Every sweep released a bit more heat into the air, the forge’s lingering warmth wrapping around him like a heavy blanket.

He moved on to the tool racks, wiping each hammer, tong, and clamp with a rag soaked in oil.

The tools clanked as he placed them back into their labeled hooks, Borik was particular about that.

Borik walked in from the side door, wiping his hands with a thick brown towel. "You’re not terrible at this, I’ll give you that," he said, voice gruff but not unfriendly.

Rhian glanced over. "You say that like you’re surprised."

Borik snorted. "You’ve got too much fire in you. Most like that don’t stick around when there’s cleaning to do."

Rhian shrugged, brushing metal dust off his hands. "A deal’s a deal."

Borik grinned and leaned against a workbench. "Your weapon’s coming along. Still needs final shaping, but the core’s solid. The weight is balanced now, just like you asked."

Rhian perked up. "Really? That’s fast."

"Yeah, well, I had time. Got it stabilized and the edge holds fine. But..." Borik scratched his beard. "If we had someone who knew runes, we could really make it something."

Rhian paused. "Runes?"

Borik nodded, motioning to the anvil nearby. "Engraved script. Old symbols, each with a specific effect. You etch them into metal, bone, even stone, if you know what you’re doing, you can change the way an item behaves."

Rhian raised an eyebrow. "Like enchantments?"

"Not quite. Enchantments need constant flow, magic or energy. Runes are permanent. Passive. You write the right rune, it stays until someone tears it off or overwrites it."

Borik picked up a heavy dagger and flipped it in his hand. "A rune for shock can make this thing discharge lightning on contact. A rune for balance can let a blade guide your hand mid-swing."

Rhian leaned on the broom. "And we can’t just do that here?"

Borik shrugged. "I know how to build. Shape. Temper. But rune work? That’s arcane. Needs precision and deep knowledge. Mess up the stroke of a rune and your sword might explode. Or worse, turn to ash the second you use it."

"Sounds useful. Dangerous... but useful."

Borik nodded. "Very. Problem is, rune-smiths are rare. Expensive, too. The academy used to have one... but that was years ago. Politics, funding, or whatever nonsense got in the way."

Rhian let that sit for a second, glancing at the weapon blueprint still pinned to the far wall.

"What if I found one?" he asked quietly.

Borik chuckled. "Then I’d say we make the best damn weapon this school’s ever seen."

Rhian stared at the forge wall for a moment, thinking about what Borik had said. "What if I found someone? A rune-smith."

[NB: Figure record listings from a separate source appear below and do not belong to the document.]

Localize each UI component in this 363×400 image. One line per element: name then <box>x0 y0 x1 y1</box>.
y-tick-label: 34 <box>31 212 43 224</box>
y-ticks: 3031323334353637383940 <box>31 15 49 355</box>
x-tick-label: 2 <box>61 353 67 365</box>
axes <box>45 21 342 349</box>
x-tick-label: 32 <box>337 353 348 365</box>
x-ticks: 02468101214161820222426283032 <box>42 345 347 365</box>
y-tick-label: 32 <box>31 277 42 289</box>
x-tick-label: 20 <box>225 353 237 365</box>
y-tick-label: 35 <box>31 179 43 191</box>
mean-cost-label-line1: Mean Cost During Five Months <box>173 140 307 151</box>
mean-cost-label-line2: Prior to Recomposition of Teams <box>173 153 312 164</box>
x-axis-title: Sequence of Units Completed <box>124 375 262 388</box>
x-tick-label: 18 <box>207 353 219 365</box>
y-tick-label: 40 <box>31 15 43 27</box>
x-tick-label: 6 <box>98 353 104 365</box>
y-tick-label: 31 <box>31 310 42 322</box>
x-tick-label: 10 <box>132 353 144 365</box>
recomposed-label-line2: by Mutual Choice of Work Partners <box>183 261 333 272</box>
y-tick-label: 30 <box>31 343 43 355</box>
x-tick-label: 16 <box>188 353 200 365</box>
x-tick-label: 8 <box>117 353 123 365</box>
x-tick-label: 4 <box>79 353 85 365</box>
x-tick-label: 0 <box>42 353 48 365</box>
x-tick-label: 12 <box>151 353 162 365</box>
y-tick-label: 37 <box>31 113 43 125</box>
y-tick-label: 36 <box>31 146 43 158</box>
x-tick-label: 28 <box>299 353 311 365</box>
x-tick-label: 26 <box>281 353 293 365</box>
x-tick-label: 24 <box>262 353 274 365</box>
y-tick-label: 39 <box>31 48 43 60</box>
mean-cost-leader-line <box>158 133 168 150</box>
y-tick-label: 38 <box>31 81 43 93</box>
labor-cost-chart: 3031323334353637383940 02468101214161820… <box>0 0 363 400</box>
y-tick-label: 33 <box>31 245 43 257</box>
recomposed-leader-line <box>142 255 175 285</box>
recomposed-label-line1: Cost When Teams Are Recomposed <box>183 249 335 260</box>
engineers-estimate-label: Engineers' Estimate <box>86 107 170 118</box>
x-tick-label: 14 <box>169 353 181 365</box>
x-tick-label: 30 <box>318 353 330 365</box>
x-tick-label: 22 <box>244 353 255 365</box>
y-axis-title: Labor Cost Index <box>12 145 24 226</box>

Borik barked out a short laugh. "Kid, you don’t even know what runes are."

Rhian looked back at him, brows slightly raised. "I do now."

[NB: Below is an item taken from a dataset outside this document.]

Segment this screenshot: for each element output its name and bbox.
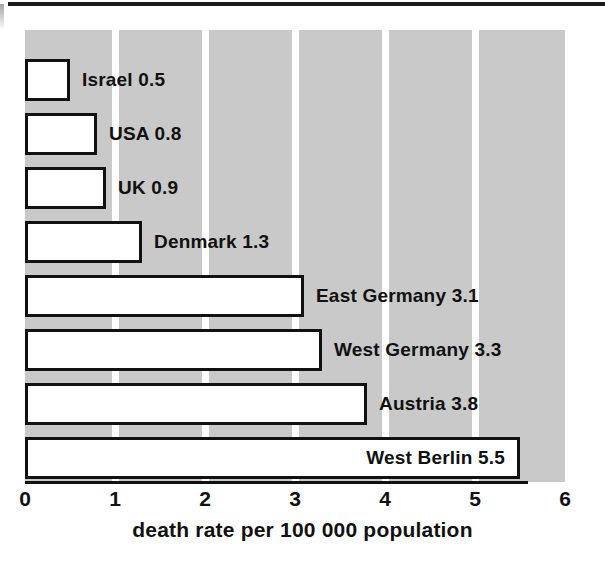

"You know of them," Borik corrected, stepping toward the coals and adjusting one of the tongs left in the fire. "That’s different. Real rune-smithing’s not something you pick up from books or scribbles on a wall. It takes years. Generations, even."

Rhian didn’t answer right away. He picked up a bucket of coal and carried it to the side, feeding the forge slowly while he thought.

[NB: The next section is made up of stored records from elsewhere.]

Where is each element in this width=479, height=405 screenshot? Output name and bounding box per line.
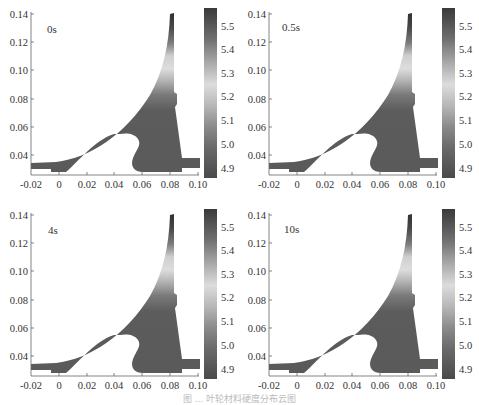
svg-text:-0.02: -0.02 — [258, 380, 280, 391]
y-tick-labels: 0.14 0.12 0.10 0.08 0.06 0.04 — [10, 9, 29, 161]
svg-text:-0.02: -0.02 — [20, 179, 42, 190]
svg-text:0.10: 0.10 — [248, 65, 266, 76]
panel-0s: 0s 0.14 0.12 0.10 0.08 0.06 0.04 -0.02 0… — [10, 8, 235, 190]
svg-text:0.10: 0.10 — [189, 380, 207, 391]
svg-text:0.02: 0.02 — [316, 380, 334, 391]
y-tick-labels: 0.14 0.12 0.10 0.08 0.06 0.04 — [10, 210, 29, 362]
svg-text:5.4: 5.4 — [459, 245, 473, 256]
svg-text:5.5: 5.5 — [221, 222, 234, 233]
svg-text:5.2: 5.2 — [459, 292, 472, 303]
svg-text:4.9: 4.9 — [221, 163, 234, 174]
svg-text:0.06: 0.06 — [371, 179, 389, 190]
y-tick-labels: 0.14 0.12 0.10 0.08 0.06 0.04 — [248, 210, 267, 362]
svg-text:0: 0 — [56, 179, 61, 190]
x-tick-labels: -0.02 0 0.02 0.04 0.06 0.08 0.10 — [20, 380, 207, 391]
svg-text:0.14: 0.14 — [10, 9, 29, 20]
svg-text:0.04: 0.04 — [343, 179, 362, 190]
svg-text:0.14: 0.14 — [10, 210, 29, 221]
svg-text:5.3: 5.3 — [459, 68, 472, 79]
x-tick-labels: -0.02 0 0.02 0.04 0.06 0.08 0.10 — [258, 179, 445, 190]
svg-text:0.10: 0.10 — [427, 380, 445, 391]
svg-text:-0.02: -0.02 — [258, 179, 280, 190]
svg-text:5.0: 5.0 — [459, 340, 472, 351]
svg-text:0.08: 0.08 — [399, 179, 417, 190]
svg-text:0.12: 0.12 — [10, 37, 28, 48]
svg-text:0.10: 0.10 — [10, 266, 28, 277]
panel-10s: 10s 0.14 0.12 0.10 0.08 0.06 0.04 -0.02 … — [248, 209, 473, 391]
svg-text:0.14: 0.14 — [248, 9, 267, 20]
svg-text:0.04: 0.04 — [105, 179, 124, 190]
colorbar-labels: 5.5 5.4 5.3 5.2 5.1 5.0 4.9 — [459, 222, 473, 375]
svg-text:0.06: 0.06 — [10, 323, 28, 334]
svg-text:0.06: 0.06 — [248, 122, 266, 133]
svg-text:5.3: 5.3 — [459, 269, 472, 280]
svg-text:0.04: 0.04 — [105, 380, 124, 391]
svg-text:5.3: 5.3 — [221, 269, 234, 280]
svg-text:5.1: 5.1 — [221, 316, 234, 327]
time-label: 4s — [48, 224, 58, 236]
svg-text:0.04: 0.04 — [248, 351, 267, 362]
time-label: 10s — [284, 223, 299, 235]
svg-text:5.1: 5.1 — [221, 115, 234, 126]
figure-caption: 图 ... 叶轮材料硬度分布云图 — [0, 392, 479, 405]
svg-text:0.10: 0.10 — [427, 179, 445, 190]
svg-text:0.06: 0.06 — [248, 323, 266, 334]
svg-text:5.5: 5.5 — [459, 21, 472, 32]
x-tick-labels: -0.02 0 0.02 0.04 0.06 0.08 0.10 — [258, 380, 445, 391]
svg-text:5.2: 5.2 — [459, 91, 472, 102]
svg-text:0.02: 0.02 — [78, 179, 96, 190]
svg-text:5.0: 5.0 — [221, 340, 234, 351]
svg-text:0.06: 0.06 — [133, 179, 151, 190]
svg-text:0.08: 0.08 — [161, 179, 179, 190]
svg-text:0.04: 0.04 — [248, 150, 267, 161]
svg-text:0.02: 0.02 — [316, 179, 334, 190]
svg-text:0.12: 0.12 — [248, 238, 266, 249]
svg-text:0.10: 0.10 — [189, 179, 207, 190]
svg-text:0.08: 0.08 — [399, 380, 417, 391]
svg-text:5.2: 5.2 — [221, 91, 234, 102]
svg-text:5.5: 5.5 — [221, 21, 234, 32]
svg-text:0.14: 0.14 — [248, 210, 267, 221]
svg-text:0.10: 0.10 — [248, 266, 266, 277]
svg-text:0.08: 0.08 — [10, 295, 28, 306]
svg-text:0.12: 0.12 — [248, 37, 266, 48]
svg-text:5.1: 5.1 — [459, 115, 472, 126]
svg-text:5.3: 5.3 — [221, 68, 234, 79]
colorbar-labels: 5.5 5.4 5.3 5.2 5.1 5.0 4.9 — [459, 21, 473, 174]
svg-text:5.0: 5.0 — [221, 139, 234, 150]
y-tick-labels: 0.14 0.12 0.10 0.08 0.06 0.04 — [248, 9, 267, 161]
svg-text:5.4: 5.4 — [221, 245, 235, 256]
svg-text:5.2: 5.2 — [221, 292, 234, 303]
svg-text:0.08: 0.08 — [161, 380, 179, 391]
svg-text:0.08: 0.08 — [10, 94, 28, 105]
colorbar-labels: 5.5 5.4 5.3 5.2 5.1 5.0 4.9 — [221, 21, 235, 174]
svg-text:-0.02: -0.02 — [20, 380, 42, 391]
svg-text:4.9: 4.9 — [459, 163, 472, 174]
svg-text:0.10: 0.10 — [10, 65, 28, 76]
svg-text:0.06: 0.06 — [133, 380, 151, 391]
panel-0.5s: 0.5s 0.14 0.12 0.10 0.08 0.06 0.04 -0.02… — [248, 8, 473, 190]
svg-text:0.04: 0.04 — [10, 351, 29, 362]
svg-text:5.0: 5.0 — [459, 139, 472, 150]
svg-text:0.06: 0.06 — [10, 122, 28, 133]
time-label: 0.5s — [282, 21, 300, 33]
svg-text:4.9: 4.9 — [221, 364, 234, 375]
svg-text:0.12: 0.12 — [10, 238, 28, 249]
x-tick-labels: -0.02 0 0.02 0.04 0.06 0.08 0.10 — [20, 179, 207, 190]
svg-text:0.02: 0.02 — [78, 380, 96, 391]
svg-text:0.08: 0.08 — [248, 94, 266, 105]
svg-text:5.1: 5.1 — [459, 316, 472, 327]
panel-4s: 4s 0.14 0.12 0.10 0.08 0.06 0.04 -0.02 0… — [10, 209, 235, 391]
svg-text:0.06: 0.06 — [371, 380, 389, 391]
time-label: 0s — [47, 23, 57, 35]
svg-text:0: 0 — [294, 179, 299, 190]
svg-text:0.04: 0.04 — [10, 150, 29, 161]
svg-text:0: 0 — [56, 380, 61, 391]
svg-text:4.9: 4.9 — [459, 364, 472, 375]
svg-text:0.08: 0.08 — [248, 295, 266, 306]
svg-text:5.5: 5.5 — [459, 222, 472, 233]
svg-text:5.4: 5.4 — [459, 44, 473, 55]
colorbar-labels: 5.5 5.4 5.3 5.2 5.1 5.0 4.9 — [221, 222, 235, 375]
svg-text:0: 0 — [294, 380, 299, 391]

Borik continued, voice calm but firm. "Even if one were still alive, and willing, you wouldn’t be able to afford their time. Not with merit points or favors. And they wouldn’t work with some first-year academy student chasing vengeance with half a blade."

Rhian set the bucket down, wiping his hands. "So, you’re saying it’s impossible."

"I’m saying it’s out of reach," Borik said, not unkindly. "Don’t waste your time chasing ghosts. Your weapon’ll be solid, even without runes. Won’t need magic to cut through the bastard who beat you."

Rhian gave a slow nod. He didn’t agree, but he didn’t argue either. Instead, he grabbed the brush again and started scrubbing the soot-stained walls. Borik watched for a moment, then turned back to his work, muttering something under his breath.

"Still... would’ve been nice."

Rhian paused mid-scrub and turned. "By the way... how did you know I lost?"

Borik grunted and set down a hammer with a loud clang. "That loudmouth pretty boy came in here flappin’ his gums."

Rhian blinked. "Wait—Justin?"

"I don’t know his name, and I don’t care to," Borik snapped, grabbing a cloth to wipe his hands. "Came in waving one of those damned academy coupons like I owed him a royal favor. Said he was the winner, and then had the gall—the gall—to say my blades looked like scrap iron. Scrap!"